Self-custody means holding crypto assets directly in a wallet you control, with private keys you alone possess. This gives you complete ownership and responsibility for managing your assets securely.
Self-custody means holding crypto assets directly in a wallet you control, with private keys you alone possess. This gives you complete ownership and responsibility for managing your assets securely.
Self-custody refers to the practice of holding and managing cryptocurrency assets directly in a wallet that you fully control, rather than entrusting them to a third party like an exchange, broker, or custodial service. When you maintain self-custody, you hold the private keys to your wallet—the cryptographic codes that prove ownership and grant access to your funds. This is often summarized by the phrase 'not your keys, not your coins,' which reflects the fundamental principle that true ownership in cryptocurrency requires direct control of the private keys.
The concept of self-custody emerged from Bitcoin's foundational design in 2009, which was built on the principle of removing intermediaries from financial transactions. As cryptocurrency and blockchain technology expanded into new use cases—including prediction markets like Polymarket—self-custody became a core value and security practice. In prediction markets, where you're trading on the outcomes of real-world events using crypto assets, maintaining self-custody ensures that no platform, exchange, or service provider can restrict your access to your funds, freeze your account, or prevent you from withdrawing your winnings. This is particularly important in a decentralized prediction market environment, where the ability to settle trades and redeem your positions depends on your direct access to your wallet and assets.
On Polymarket, self-custody becomes relevant the moment you connect your wallet to trade. When you deposit USDC or other supported assets into your wallet and use that wallet to participate in prediction markets, you retain full control of those assets. You are not depositing funds into a Polymarket account or trusting Polymarket to hold your money—instead, you're using your self-custodied wallet to transact directly on the blockchain. This architecture means that even if Polymarket were to experience technical issues, shut down, or face regulatory changes, your assets would remain entirely within your control, stored only in your wallet. The platform cannot and does not hold your private keys or have direct access to your funds; it simply facilitates trades via smart contracts.
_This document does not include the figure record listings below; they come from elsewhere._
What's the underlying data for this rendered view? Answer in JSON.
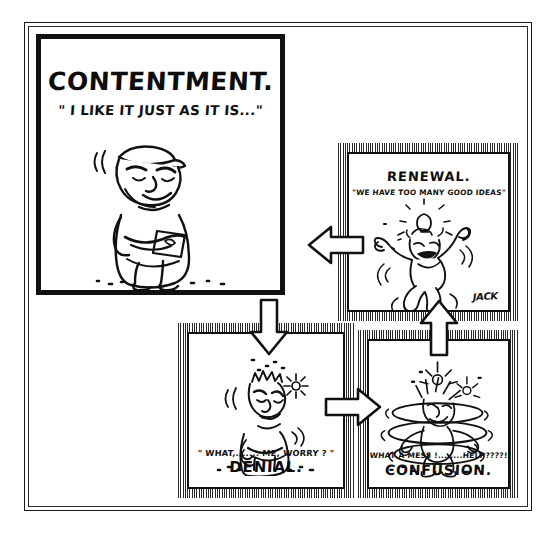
{
  "document": {
    "kind": "four-panel cartoon cycle diagram",
    "signature": "JACK"
  },
  "panels": [
    {
      "id": "contentment",
      "title": "CONTENTMENT.",
      "quote": "\" I  LIKE IT JUST AS IT IS...\"",
      "art": "cartoon-man-arms-folded-smiling",
      "border_style": "solid-heavy-black"
    },
    {
      "id": "renewal",
      "title": "RENEWAL.",
      "quote": "\"WE HAVE TOO MANY GOOD IDEAS\"",
      "art": "cartoon-man-jumping-with-lightbulb",
      "border_style": "hatched",
      "signature": "JACK"
    },
    {
      "id": "denial",
      "title": "DENIAL.",
      "quote": "\" WHAT,....... ME, WORRY ? \"",
      "art": "cartoon-man-arms-folded-eyes-shut",
      "border_style": "hatched"
    },
    {
      "id": "confusion",
      "title": "CONFUSION.",
      "quote": "WHAT A MESS !........HELP????!",
      "art": "cartoon-man-spinning-in-whirl",
      "border_style": "hatched"
    }
  ],
  "arrows": [
    {
      "id": "renewal-to-contentment",
      "direction": "left",
      "from": "renewal",
      "to": "contentment"
    },
    {
      "id": "contentment-to-denial",
      "direction": "down",
      "from": "contentment",
      "to": "denial"
    },
    {
      "id": "denial-to-confusion",
      "direction": "right",
      "from": "denial",
      "to": "confusion"
    },
    {
      "id": "confusion-to-renewal",
      "direction": "up",
      "from": "confusion",
      "to": "renewal"
    }
  ],
  "colors": {
    "ink": "#111111",
    "paper": "#ffffff",
    "frame": "#1a1a1a"
  }
}
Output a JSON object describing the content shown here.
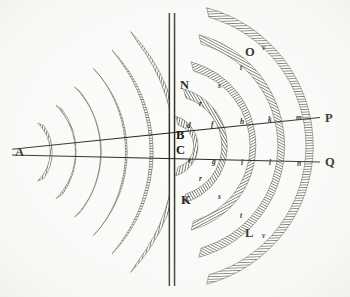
{
  "figure": {
    "background_color": "#fbfbfa",
    "ink_color": "#3a372e",
    "label_color": "#17150f",
    "paper_tone": "#f7f6f2"
  },
  "labels": {
    "source": {
      "text": "A",
      "x": 15,
      "y": 156
    },
    "aperture_top": {
      "text": "B",
      "x": 176,
      "y": 139
    },
    "aperture_bottom": {
      "text": "C",
      "x": 176,
      "y": 154
    },
    "barrier_upper": {
      "text": "N",
      "x": 180,
      "y": 89
    },
    "barrier_lower": {
      "text": "K",
      "x": 181,
      "y": 204
    },
    "ray_upper_end": {
      "text": "P",
      "x": 325,
      "y": 122
    },
    "ray_lower_end": {
      "text": "Q",
      "x": 325,
      "y": 166
    },
    "wave_upper": {
      "text": "O",
      "x": 245,
      "y": 56
    },
    "wave_lower": {
      "text": "L",
      "x": 245,
      "y": 237
    }
  },
  "italic_marks": {
    "upper_ray": [
      {
        "text": "d",
        "x": 187,
        "y": 128
      },
      {
        "text": "f",
        "x": 211,
        "y": 127
      },
      {
        "text": "h",
        "x": 240,
        "y": 124
      },
      {
        "text": "k",
        "x": 268,
        "y": 122
      },
      {
        "text": "m",
        "x": 296,
        "y": 120
      }
    ],
    "lower_ray": [
      {
        "text": "e",
        "x": 188,
        "y": 163
      },
      {
        "text": "g",
        "x": 212,
        "y": 164
      },
      {
        "text": "i",
        "x": 241,
        "y": 165
      },
      {
        "text": "l",
        "x": 269,
        "y": 165
      },
      {
        "text": "n",
        "x": 297,
        "y": 166
      }
    ],
    "upper_arcs": [
      {
        "text": "r",
        "x": 199,
        "y": 106
      },
      {
        "text": "s",
        "x": 218,
        "y": 88
      },
      {
        "text": "t",
        "x": 240,
        "y": 70
      },
      {
        "text": "v",
        "x": 262,
        "y": 50
      }
    ],
    "lower_arcs": [
      {
        "text": "r",
        "x": 199,
        "y": 181
      },
      {
        "text": "s",
        "x": 218,
        "y": 199
      },
      {
        "text": "t",
        "x": 240,
        "y": 218
      },
      {
        "text": "v",
        "x": 262,
        "y": 238
      }
    ]
  },
  "geometry": {
    "source_point": {
      "x": 10,
      "y": 152
    },
    "aperture_center": {
      "x": 172,
      "y": 146
    },
    "aperture_top_point": {
      "x": 172,
      "y": 139
    },
    "aperture_bottom_point": {
      "x": 172,
      "y": 153
    },
    "barrier_x1": 169,
    "barrier_x2": 174.5,
    "barrier_y_top": 13,
    "barrier_y_bottom": 286,
    "ray_upper": {
      "x1": 12,
      "y1": 149,
      "x2": 320,
      "y2": 118
    },
    "ray_lower": {
      "x1": 12,
      "y1": 155,
      "x2": 320,
      "y2": 162
    },
    "incident_arc_radii": [
      40,
      66,
      93,
      120,
      147,
      174
    ],
    "incident_arc_band": 9,
    "incident_arc_half_angle_deg": 46,
    "diffracted_arc_radii": [
      22,
      50,
      78,
      106,
      134
    ],
    "diffracted_arc_band": 9,
    "diffracted_arc_half_angle_deg": 74
  },
  "description": {
    "caption": "Plane wavefronts from A meet the barrier NK and pass through the opening BC, spreading as circular waves O and L toward P and Q."
  }
}
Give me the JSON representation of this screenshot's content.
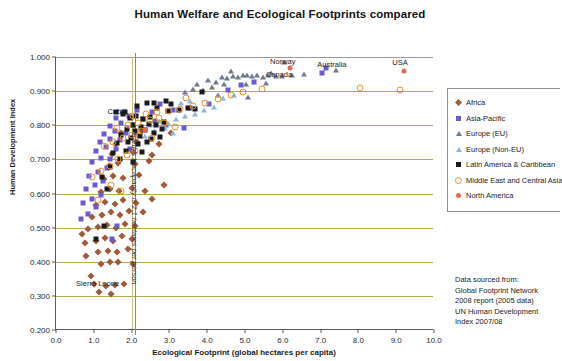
{
  "chart_data": {
    "type": "scatter",
    "title": "Human Welfare and Ecological Footprints compared",
    "xlabel": "Ecological Footprint (global hectares per capita)",
    "ylabel": "Human Development Index",
    "xlim": [
      0.0,
      10.0
    ],
    "ylim": [
      0.2,
      1.0
    ],
    "xticks": [
      "0.0",
      "1.0",
      "2.0",
      "3.0",
      "4.0",
      "5.0",
      "6.0",
      "7.0",
      "8.0",
      "9.0",
      "10.0"
    ],
    "yticks": [
      "0.200",
      "0.300",
      "0.400",
      "0.500",
      "0.600",
      "0.700",
      "0.800",
      "0.900",
      "1.000"
    ],
    "grid": "horizontal",
    "legend_position": "right",
    "annotations": [
      {
        "text": "Cuba",
        "x": 1.6,
        "y": 0.838
      },
      {
        "text": "Norway",
        "x": 6.0,
        "y": 0.985
      },
      {
        "text": "Canada",
        "x": 5.9,
        "y": 0.948
      },
      {
        "text": "Australia",
        "x": 7.3,
        "y": 0.977
      },
      {
        "text": "USA",
        "x": 9.1,
        "y": 0.982
      },
      {
        "text": "Sierra Leone",
        "x": 1.1,
        "y": 0.335
      },
      {
        "text": "Earth's biocapacity is 2.1 hectares per person",
        "x": 2.1,
        "y": 0.77,
        "rotated": true
      }
    ],
    "reference_lines": [
      {
        "axis": "x",
        "value": 2.1,
        "color": "#e06666",
        "label": "Earth's biocapacity is 2.1 hectares per person"
      }
    ],
    "series": [
      {
        "name": "Africa",
        "marker": "diamond",
        "color": "#9e5b3a",
        "points": [
          [
            1.0,
            0.336
          ],
          [
            1.32,
            0.33
          ],
          [
            1.55,
            0.332
          ],
          [
            1.8,
            0.334
          ],
          [
            0.92,
            0.358
          ],
          [
            1.2,
            0.392
          ],
          [
            1.42,
            0.398
          ],
          [
            1.65,
            0.4
          ],
          [
            2.05,
            0.392
          ],
          [
            0.8,
            0.418
          ],
          [
            1.1,
            0.43
          ],
          [
            1.38,
            0.432
          ],
          [
            1.62,
            0.428
          ],
          [
            1.9,
            0.436
          ],
          [
            0.78,
            0.455
          ],
          [
            1.05,
            0.462
          ],
          [
            1.3,
            0.47
          ],
          [
            1.52,
            0.462
          ],
          [
            1.75,
            0.474
          ],
          [
            2.0,
            0.466
          ],
          [
            0.85,
            0.495
          ],
          [
            1.12,
            0.502
          ],
          [
            1.35,
            0.508
          ],
          [
            1.58,
            0.5
          ],
          [
            1.82,
            0.512
          ],
          [
            2.08,
            0.505
          ],
          [
            0.95,
            0.53
          ],
          [
            1.22,
            0.538
          ],
          [
            1.45,
            0.545
          ],
          [
            1.68,
            0.536
          ],
          [
            1.92,
            0.548
          ],
          [
            1.05,
            0.566
          ],
          [
            1.3,
            0.574
          ],
          [
            1.55,
            0.568
          ],
          [
            1.78,
            0.58
          ],
          [
            2.12,
            0.572
          ],
          [
            1.18,
            0.604
          ],
          [
            1.42,
            0.612
          ],
          [
            1.66,
            0.606
          ],
          [
            2.02,
            0.616
          ],
          [
            2.35,
            0.608
          ],
          [
            1.28,
            0.642
          ],
          [
            1.52,
            0.65
          ],
          [
            1.76,
            0.644
          ],
          [
            2.2,
            0.655
          ],
          [
            1.4,
            0.682
          ],
          [
            1.64,
            0.69
          ],
          [
            2.1,
            0.686
          ],
          [
            2.45,
            0.694
          ],
          [
            1.48,
            0.716
          ],
          [
            2.05,
            0.722
          ],
          [
            2.55,
            0.712
          ],
          [
            1.6,
            0.745
          ],
          [
            2.15,
            0.752
          ],
          [
            2.72,
            0.744
          ],
          [
            1.72,
            0.778
          ],
          [
            2.28,
            0.784
          ],
          [
            3.05,
            0.776
          ],
          [
            1.15,
            0.312
          ],
          [
            1.45,
            0.305
          ],
          [
            0.7,
            0.48
          ],
          [
            2.3,
            0.545
          ],
          [
            2.55,
            0.585
          ],
          [
            2.85,
            0.625
          ]
        ]
      },
      {
        "name": "Asia-Pacific",
        "marker": "square",
        "color": "#6a5acd",
        "points": [
          [
            0.65,
            0.525
          ],
          [
            0.85,
            0.54
          ],
          [
            1.05,
            0.56
          ],
          [
            0.72,
            0.572
          ],
          [
            0.95,
            0.584
          ],
          [
            1.18,
            0.596
          ],
          [
            0.8,
            0.612
          ],
          [
            1.02,
            0.624
          ],
          [
            1.25,
            0.636
          ],
          [
            0.88,
            0.652
          ],
          [
            1.1,
            0.664
          ],
          [
            1.35,
            0.676
          ],
          [
            0.96,
            0.692
          ],
          [
            1.2,
            0.704
          ],
          [
            1.44,
            0.702
          ],
          [
            1.05,
            0.726
          ],
          [
            1.32,
            0.736
          ],
          [
            1.58,
            0.73
          ],
          [
            1.16,
            0.752
          ],
          [
            1.42,
            0.76
          ],
          [
            1.7,
            0.756
          ],
          [
            1.28,
            0.774
          ],
          [
            1.55,
            0.782
          ],
          [
            1.85,
            0.778
          ],
          [
            1.42,
            0.798
          ],
          [
            1.72,
            0.806
          ],
          [
            2.05,
            0.8
          ],
          [
            1.6,
            0.82
          ],
          [
            1.92,
            0.826
          ],
          [
            2.3,
            0.818
          ],
          [
            2.62,
            0.812
          ],
          [
            1.78,
            0.84
          ],
          [
            2.15,
            0.846
          ],
          [
            2.55,
            0.838
          ],
          [
            3.1,
            0.844
          ],
          [
            3.55,
            0.852
          ],
          [
            4.05,
            0.862
          ],
          [
            4.55,
            0.902
          ],
          [
            4.9,
            0.918
          ],
          [
            5.25,
            0.928
          ],
          [
            7.05,
            0.952
          ],
          [
            7.15,
            0.968
          ],
          [
            2.92,
            0.8
          ],
          [
            3.38,
            0.792
          ],
          [
            1.48,
            0.468
          ],
          [
            1.62,
            0.505
          ],
          [
            2.75,
            0.862
          ],
          [
            1.95,
            0.73
          ]
        ]
      },
      {
        "name": "Europe (EU)",
        "marker": "triangle",
        "color": "#6e7b8b",
        "points": [
          [
            3.62,
            0.905
          ],
          [
            3.88,
            0.902
          ],
          [
            4.02,
            0.932
          ],
          [
            4.22,
            0.928
          ],
          [
            4.38,
            0.94
          ],
          [
            4.52,
            0.938
          ],
          [
            4.68,
            0.944
          ],
          [
            4.82,
            0.942
          ],
          [
            4.95,
            0.946
          ],
          [
            5.05,
            0.948
          ],
          [
            5.18,
            0.945
          ],
          [
            5.32,
            0.948
          ],
          [
            5.48,
            0.942
          ],
          [
            5.62,
            0.946
          ],
          [
            5.82,
            0.944
          ],
          [
            5.98,
            0.944
          ],
          [
            6.25,
            0.946
          ],
          [
            6.55,
            0.95
          ],
          [
            3.42,
            0.896
          ],
          [
            3.72,
            0.922
          ],
          [
            4.12,
            0.912
          ],
          [
            4.45,
            0.92
          ],
          [
            5.02,
            0.922
          ],
          [
            5.55,
            0.924
          ],
          [
            4.28,
            0.89
          ],
          [
            5.08,
            0.884
          ],
          [
            6.02,
            0.985
          ],
          [
            7.4,
            0.962
          ],
          [
            4.62,
            0.958
          ],
          [
            5.7,
            0.952
          ]
        ]
      },
      {
        "name": "Europe (Non-EU)",
        "marker": "triangle",
        "color": "#8fb8d8",
        "points": [
          [
            2.48,
            0.802
          ],
          [
            2.72,
            0.812
          ],
          [
            2.95,
            0.808
          ],
          [
            3.18,
            0.818
          ],
          [
            3.42,
            0.826
          ],
          [
            3.68,
            0.832
          ],
          [
            3.92,
            0.846
          ],
          [
            4.18,
            0.854
          ],
          [
            2.6,
            0.782
          ],
          [
            2.88,
            0.792
          ],
          [
            3.3,
            0.864
          ],
          [
            3.55,
            0.872
          ],
          [
            3.1,
            0.778
          ],
          [
            4.42,
            0.88
          ],
          [
            4.72,
            0.888
          ],
          [
            2.35,
            0.768
          ]
        ]
      },
      {
        "name": "Latin America & Caribbean",
        "marker": "square",
        "color": "#1a1a1a",
        "points": [
          [
            1.58,
            0.838
          ],
          [
            1.78,
            0.832
          ],
          [
            1.95,
            0.822
          ],
          [
            2.12,
            0.828
          ],
          [
            2.3,
            0.818
          ],
          [
            2.48,
            0.824
          ],
          [
            2.05,
            0.8
          ],
          [
            2.25,
            0.796
          ],
          [
            2.45,
            0.804
          ],
          [
            2.65,
            0.8
          ],
          [
            2.85,
            0.81
          ],
          [
            1.88,
            0.79
          ],
          [
            2.1,
            0.782
          ],
          [
            2.35,
            0.786
          ],
          [
            2.58,
            0.778
          ],
          [
            2.8,
            0.788
          ],
          [
            1.72,
            0.77
          ],
          [
            1.98,
            0.762
          ],
          [
            2.22,
            0.768
          ],
          [
            2.52,
            0.76
          ],
          [
            2.75,
            0.766
          ],
          [
            1.62,
            0.748
          ],
          [
            1.9,
            0.752
          ],
          [
            2.18,
            0.744
          ],
          [
            2.42,
            0.75
          ],
          [
            1.52,
            0.72
          ],
          [
            1.85,
            0.726
          ],
          [
            2.28,
            0.722
          ],
          [
            1.68,
            0.7
          ],
          [
            2.05,
            0.692
          ],
          [
            1.42,
            0.678
          ],
          [
            1.22,
            0.648
          ],
          [
            1.82,
            0.838
          ],
          [
            2.95,
            0.842
          ],
          [
            3.25,
            0.846
          ],
          [
            3.5,
            0.852
          ],
          [
            2.68,
            0.852
          ],
          [
            3.05,
            0.862
          ],
          [
            1.35,
            0.612
          ],
          [
            3.68,
            0.848
          ],
          [
            2.9,
            0.872
          ],
          [
            2.6,
            0.866
          ],
          [
            1.28,
            0.505
          ],
          [
            1.05,
            0.466
          ],
          [
            3.85,
            0.898
          ],
          [
            2.15,
            0.855
          ],
          [
            2.4,
            0.864
          ]
        ]
      },
      {
        "name": "Middle East and Central Asia",
        "marker": "circle-open",
        "color": "#e8902a",
        "points": [
          [
            0.95,
            0.648
          ],
          [
            1.18,
            0.666
          ],
          [
            1.42,
            0.682
          ],
          [
            1.65,
            0.7
          ],
          [
            1.88,
            0.712
          ],
          [
            2.08,
            0.726
          ],
          [
            1.28,
            0.74
          ],
          [
            1.52,
            0.752
          ],
          [
            1.78,
            0.762
          ],
          [
            2.02,
            0.772
          ],
          [
            2.25,
            0.782
          ],
          [
            1.62,
            0.792
          ],
          [
            1.9,
            0.8
          ],
          [
            2.18,
            0.808
          ],
          [
            2.48,
            0.814
          ],
          [
            2.72,
            0.82
          ],
          [
            2.05,
            0.828
          ],
          [
            2.38,
            0.834
          ],
          [
            2.68,
            0.838
          ],
          [
            2.98,
            0.842
          ],
          [
            3.28,
            0.848
          ],
          [
            3.62,
            0.856
          ],
          [
            3.95,
            0.866
          ],
          [
            4.28,
            0.876
          ],
          [
            4.62,
            0.888
          ],
          [
            4.95,
            0.896
          ],
          [
            2.85,
            0.806
          ],
          [
            3.15,
            0.796
          ],
          [
            1.45,
            0.626
          ],
          [
            1.72,
            0.608
          ],
          [
            8.05,
            0.908
          ],
          [
            9.1,
            0.902
          ],
          [
            5.45,
            0.906
          ],
          [
            2.55,
            0.762
          ],
          [
            3.45,
            0.88
          ],
          [
            1.1,
            0.582
          ]
        ]
      },
      {
        "name": "North America",
        "marker": "circle-filled",
        "color": "#e8675a",
        "points": [
          [
            6.2,
            0.968
          ],
          [
            9.2,
            0.958
          ],
          [
            2.35,
            0.786
          ]
        ]
      }
    ]
  },
  "legend": {
    "items": [
      {
        "label": "Africa",
        "marker": "diamond",
        "color": "#9e5b3a"
      },
      {
        "label": "Asia-Pacific",
        "marker": "square",
        "color": "#6a5acd"
      },
      {
        "label": "Europe (EU)",
        "marker": "triangle",
        "color": "#6e7b8b"
      },
      {
        "label": "Europe (Non-EU)",
        "marker": "triangle",
        "color": "#8fb8d8"
      },
      {
        "label": "Latin America & Caribbean",
        "marker": "square",
        "color": "#1a1a1a"
      },
      {
        "label": "Middle East and Central Asia",
        "marker": "circle-open",
        "color": "#e8902a"
      },
      {
        "label": "North America",
        "marker": "circle-filled",
        "color": "#e8675a"
      }
    ]
  },
  "source_note": {
    "lines": [
      "Data sourced from:",
      "Global Footprint Network",
      "2008 report (2005 data)",
      "UN Human Development",
      "Index 2007/08"
    ]
  }
}
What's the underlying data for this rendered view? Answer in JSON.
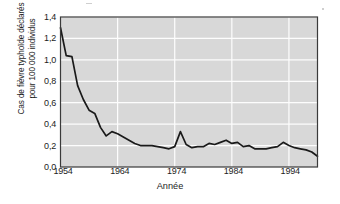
{
  "chart": {
    "ylabel_lines": [
      "Cas de fièvre typhoïde déclarés",
      "pour 100 000 individus"
    ],
    "xlabel": "Année",
    "yticks": [
      "0,0",
      "0,2",
      "0,4",
      "0,6",
      "0,8",
      "1,0",
      "1,2",
      "1,4"
    ],
    "xticks": [
      "1954",
      "1964",
      "1974",
      "1984",
      "1994"
    ],
    "colors": {
      "plot_background": "#d8d8d8",
      "gridline": "#fdfdfd",
      "axis": "#3a3a3a",
      "line": "#1a1a1a",
      "text": "#1d1d1d",
      "page_background": "#ffffff"
    }
  },
  "chart_data": {
    "type": "line",
    "title": "",
    "xlabel": "Année",
    "ylabel": "Cas de fièvre typhoïde déclarés pour 100 000 individus",
    "xlim": [
      1954,
      1999
    ],
    "ylim": [
      0.0,
      1.4
    ],
    "ytick_values": [
      0.0,
      0.2,
      0.4,
      0.6,
      0.8,
      1.0,
      1.2,
      1.4
    ],
    "xtick_values": [
      1954,
      1964,
      1974,
      1984,
      1994
    ],
    "grid": true,
    "legend": null,
    "series": [
      {
        "name": "Cas de fièvre typhoïde déclarés pour 100 000 individus",
        "x": [
          1954,
          1955,
          1956,
          1957,
          1958,
          1959,
          1960,
          1961,
          1962,
          1963,
          1964,
          1965,
          1966,
          1967,
          1968,
          1969,
          1970,
          1971,
          1972,
          1973,
          1974,
          1975,
          1976,
          1977,
          1978,
          1979,
          1980,
          1981,
          1982,
          1983,
          1984,
          1985,
          1986,
          1987,
          1988,
          1989,
          1990,
          1991,
          1992,
          1993,
          1994,
          1995,
          1996,
          1997,
          1998,
          1999
        ],
        "values": [
          1.3,
          1.04,
          1.03,
          0.76,
          0.63,
          0.53,
          0.5,
          0.37,
          0.29,
          0.33,
          0.31,
          0.28,
          0.25,
          0.22,
          0.2,
          0.2,
          0.2,
          0.19,
          0.18,
          0.17,
          0.19,
          0.33,
          0.21,
          0.18,
          0.19,
          0.19,
          0.22,
          0.21,
          0.23,
          0.25,
          0.22,
          0.23,
          0.19,
          0.2,
          0.17,
          0.17,
          0.17,
          0.18,
          0.19,
          0.23,
          0.2,
          0.18,
          0.17,
          0.16,
          0.14,
          0.1
        ]
      }
    ]
  }
}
A major misconception about self-custody is that it is risk-free or automatically secure. In reality, self-custody shifts responsibility for security entirely to you. If you lose your private key, forget your wallet password, or fall victim to a phishing attack or malware that steals your key, you lose permanent access to your funds—and there is no customer service or recovery option. This contrasts with custodial services, where a company holds your keys and can implement account recovery procedures, though this introduces counterparty risk. Additionally, new traders sometimes conflate self-custody with the ability to trade pseudonymously; while self-custody does not require identity verification, many platforms including Polymarket may still require KYC information for regulatory compliance, even though your crypto assets themselves remain self-custodied.
Self-custody is closely related to concepts like non-custodial trading, which refers to the ability to trade without depositing assets into a centralized exchange, and decentralized finance (DeFi), where users interact directly with smart contracts while maintaining self-custody. It also relates to the concept of a self-hosted wallet—software or hardware wallets that you personally install and control, as opposed to exchange wallets where the platform manages the keys. Understanding self-custody is essential for anyone trading on decentralized prediction markets, because it shapes both the security model and the user experience. By maintaining self-custody while trading prediction markets on Polymarket, you align with the core principle of cryptocurrency: being your own financial custodian, making your own decisions, and retaining complete ownership and control of your assets.
Imagine you're trading on the Polymarket prediction market about whether the Federal Reserve will raise interest rates at an upcoming meeting, using your self-custodied MetaMask wallet. You connect it and place a trade predicting 'No' rate hike; your USDC remains in your wallet throughout while Polymarket facilitates the transaction on the blockchain. When the outcome resolves, you can immediately withdraw your winnings directly to your wallet—no intermediary ever controls your assets.